The HP-7 Summit is back with Michelle Doherty, Rocky O'Reilly, Niall Breslin, Mark Greaney, Niamh Farrell, Messiah J and Danny O'Donoghue sat around the only table that matters this Christmas.
Post-secret gig, JJ72's Mark Greaney is caught out there by the Hot Press newshound. Read on for tidings of I To Sky's first single, finding true love with producer Flood and Freddie Mercury moments
Currently on the comeback trail following 2002’s much under rated I To Sky LP, Mark Greaney and co have gone on a New Order kick. Pushed along by synthesizers and with a thumping bassline from new member Sarah Fox, ‘She’s Gone’ is vaguely reminiscent of the Mancunians' 2001 hit ‘Crystal’, particularly in its conclusion.
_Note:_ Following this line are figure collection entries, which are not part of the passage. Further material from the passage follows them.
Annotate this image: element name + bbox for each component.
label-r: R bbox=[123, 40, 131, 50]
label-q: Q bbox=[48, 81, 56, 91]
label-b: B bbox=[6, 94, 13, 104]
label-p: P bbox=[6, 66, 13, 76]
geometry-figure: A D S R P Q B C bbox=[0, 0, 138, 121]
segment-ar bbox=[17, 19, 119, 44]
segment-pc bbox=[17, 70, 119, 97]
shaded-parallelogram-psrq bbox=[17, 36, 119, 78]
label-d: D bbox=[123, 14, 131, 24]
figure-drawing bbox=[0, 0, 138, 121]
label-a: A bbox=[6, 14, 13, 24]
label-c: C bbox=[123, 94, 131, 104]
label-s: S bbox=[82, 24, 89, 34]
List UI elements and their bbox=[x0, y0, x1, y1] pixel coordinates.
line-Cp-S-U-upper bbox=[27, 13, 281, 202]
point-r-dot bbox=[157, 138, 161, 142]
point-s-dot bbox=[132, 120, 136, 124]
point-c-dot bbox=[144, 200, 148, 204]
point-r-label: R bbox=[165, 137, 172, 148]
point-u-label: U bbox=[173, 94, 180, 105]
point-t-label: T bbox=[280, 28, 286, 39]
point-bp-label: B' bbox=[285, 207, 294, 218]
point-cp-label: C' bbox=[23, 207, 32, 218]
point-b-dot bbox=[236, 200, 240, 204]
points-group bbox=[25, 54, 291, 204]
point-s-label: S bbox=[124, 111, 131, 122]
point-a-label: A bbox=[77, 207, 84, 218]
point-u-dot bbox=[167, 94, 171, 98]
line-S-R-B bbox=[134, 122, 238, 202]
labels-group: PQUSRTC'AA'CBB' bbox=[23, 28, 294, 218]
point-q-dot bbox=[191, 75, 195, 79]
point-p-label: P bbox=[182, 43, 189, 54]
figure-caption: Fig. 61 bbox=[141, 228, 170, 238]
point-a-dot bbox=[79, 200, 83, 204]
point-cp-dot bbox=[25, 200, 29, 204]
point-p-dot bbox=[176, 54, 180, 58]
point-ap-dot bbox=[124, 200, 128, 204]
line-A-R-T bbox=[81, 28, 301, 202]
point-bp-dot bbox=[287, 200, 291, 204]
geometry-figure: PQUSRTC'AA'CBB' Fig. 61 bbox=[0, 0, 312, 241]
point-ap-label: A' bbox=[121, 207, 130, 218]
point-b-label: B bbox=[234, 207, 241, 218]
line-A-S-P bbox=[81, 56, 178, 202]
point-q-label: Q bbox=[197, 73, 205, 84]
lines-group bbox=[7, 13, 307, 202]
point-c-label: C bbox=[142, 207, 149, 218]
RTÉ is doing its bit for Irish music with the 2FM 2moro 2our. Patrick Freyne went along to the live launch to catch a glimpse of the hit bands of the future.
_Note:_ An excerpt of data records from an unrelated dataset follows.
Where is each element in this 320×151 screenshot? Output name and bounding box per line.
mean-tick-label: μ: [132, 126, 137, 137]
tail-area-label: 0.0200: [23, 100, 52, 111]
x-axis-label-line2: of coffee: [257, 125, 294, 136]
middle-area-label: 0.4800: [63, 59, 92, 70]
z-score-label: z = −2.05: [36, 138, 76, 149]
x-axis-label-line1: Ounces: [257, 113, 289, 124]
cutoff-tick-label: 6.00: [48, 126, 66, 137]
JJ72 are being cast as the great new hopes of Irish music. Intense, passionate and melodic, their music has captured an increasing number of fans. With a single in the UK Top Thirty and a debut album about to hit the shelves, they tell NIALL STANAGE how good they are and how good they want to be. Portrait of the Artists As A Young Band: MICK QUINN
Irish indie supergroup Concerto For Constantine have been announced as the support act for the Smashing Pumpkins' eagerly-anticipated visits to Dublin and Belfast.
It would not be stretching the truth to say that JJ72 are currently Ireland’s tightest rock band, and the intimate surrounds of tonight’s venue only confirmed this.
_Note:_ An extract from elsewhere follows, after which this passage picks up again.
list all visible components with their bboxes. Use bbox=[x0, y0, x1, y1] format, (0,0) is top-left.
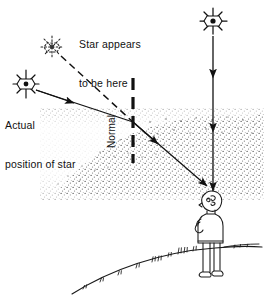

JJ72 aim to hot up the charts with a re-recorded, John Leckie-produced version of I To Sky track 'Always And Forever'. Read on for details of B-sides and the video
Along with the music, beer and scoffing, there was some serious talking done at the Electric Picnic. Shilpa Ganatra was taking notes as The Chalets, Flaming Lips, JJ72, Bob Mould, James Blunt, Tommy Tiernan, Declan O’Rourke and The Devlins were subjected to a public grilling by the Hot Press journalistic elite. And John Walshe.
Enter the maelstrom of I To Sky and you will hear the joyous sound of three musicians happening upon great musical moments, expressing them passionately and exuberantly, and then casting them aside to alight upon new gems
JJ72 FANS DESPERATE for new material will be pleased, nay, thrilled to hear that the band are making a number of exclusives available through their .com website.
JJ 72 have been hailed by some critics as the finest thing to come out of Ireland since U2 - and no wonder. With a hugely impressive debut album under their collective belt, the expectations are even higher for the follow-up, I To Sky. They share with their illustrious predecessors a predilection for intense songs of spiritual yearning - and a desire to make music that truly stands the test of time. But is it rock'n'roll?
Elstree, remember me, went the old Boggles tune. The location is a far-flung suburb of north London, former nerve centre of an entire B-movie industry, now home to television shows like East Enders, Holby City (wandering through the corridors, your correspondent comes across a room identified by the rather ominous notice: Make-up - GUTS), and of course Top Of The Pops.
It’s all about broken down tour buses, Alan Partridge, high speed collisions, Moby, broken ribs, Mina Suvari, MTV stars and David Bowie as Ash launch a sonic assault on America. So riddle me this: can Ireland’s hardest-working rock’n’roll outfit crack the big one?
Whatever JJ72 Version 2.0 might be, they’re no support band. A couple of years ago the trio would have had a shot at headlining here, but a new pragmatism has seeped into the music. They’ve condensed the sonic architectural shapes of I To Sky (an album not so much released as sent straight to tax write-off limbo) into byte sized synopses of what they do best.